New Grove, Petworth, March, 1843.

(To be continued).

Note on the Grey Wagtail. The grey wagtail (Motacilla boarula) resides with us all the year: in the winter season it is to be found along every brook, and even on the banks of the rivers Sheaf and Don in the middle of our populous town; then, of course, in its plainer plumage. In the beginning of April it acquires its black throat, and then retires to the margins of the mountain streams on the adjacent moors, to breed.—John Heppenstall; Upperthorpe, near Sheffield, March, 1843.

Notes on the occurrence of some of the rarer British Birds in the County of Cornwall.[1] By Edward Hearle Rodd, Esq.
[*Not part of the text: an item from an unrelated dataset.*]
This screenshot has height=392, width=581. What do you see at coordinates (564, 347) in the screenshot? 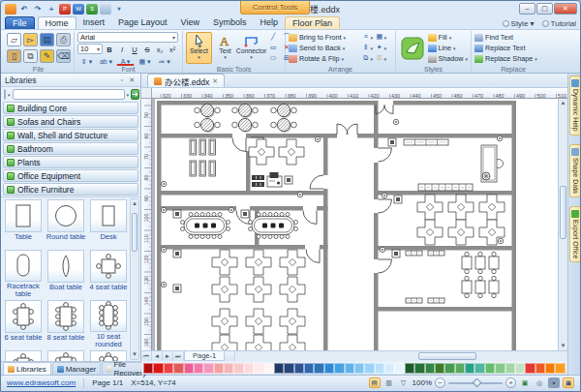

Among the many interesting examples in British Ornithology which the county of Cornwall has from time to time displayed, and more particularly since the attention of naturalists has been directed to the favorable opportunities which the county presents, from its maritime, peninsular, and extreme westerly position in the kingdom, for ascertaining the existence of occasional stragglers, which, according to modem naturalists, are entitled to a place in the British Fauna, provided they are so found in a natural and wild state, I have the pleasure of reporting that I have ascertained that the following rare British birds may now be included in our Cornish catalogue.

  1. Read before the Royal Institute of Cornwall.